Tim Flannery's The Eternal Frontier: An Ecological History of North America and Its Peoples starts with the asteroid that slammed into the Gulf of Mexico 65 million years ago and scoured North America clean of the 80% of its species that couldn't stand up to forestorms and tsunamis. The asteroid is also suspected of wiping out the dinosaurs, but that was a side effect in comparison to the number it did on North America. For the next few million years, North America was primarily populated with descendents of the remaining 20% — burrowing frogs, deep-river fish and reptiles, opportunistic ferns that invaded disturbed land with hardy spores, riverbottom trees with leaf structures designed to withstand floods, and alpine and arctic species that survived just out of reach of the holocaust. For those who know where to look, the effects of that asteroid are still visible in North American flora and fauna.

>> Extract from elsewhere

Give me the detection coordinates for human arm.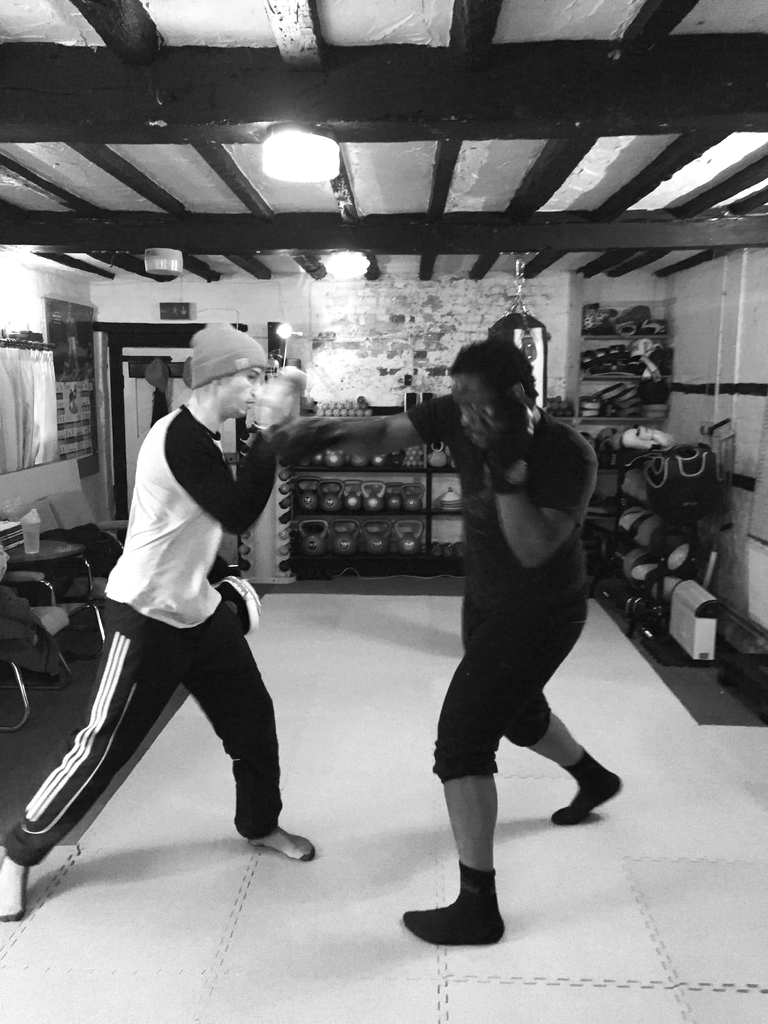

That's only the first drama detailed by Flannery in North America's long history of de- and re-population by a combination of meteorological forces and invasions of hardy opportunists from Eurasia. The title comes from this tendency for newcomers to make quick work of exploiting North America's resources, with harsh consequences for their predecessors. Flannery's book attracted some controversy from its carefully explained argument that the first Native Americans wreaked mass extinctions shortly after their arrival which can only be compared to the damage done by European invaders throusands of years later.
Flannery certainly seems to know his stuff, and for the most part rises to the challenge of the vastly telescoping time scale of his subject (he must work in millions, then thousands, hundreds and tens of years). There are a few times when the register of his writing seems awkward as he jumps from catalogues of amazing beasts to vignettes about the scientists who discovered them. I find his take-no-prisoners style in the final historical chapters of the book refreshing, when he turns unabashedly political in his explanation of the stupidity of 19th- and 20th-century extinctions and their relationship to the uniquely North American invention of frontier-fed capitalism, but I'm sure some readers will be put off by it. The biggest shortcoming of the book is its paucity of illustrations: we're told over and over about amazing creatures from the gomphothere to the carrier pigeon, but only a handful of them are pictured. I'd like to see a heavily illustrated edition of The Eternal Frontier, with Edward Tufte in charge of the design.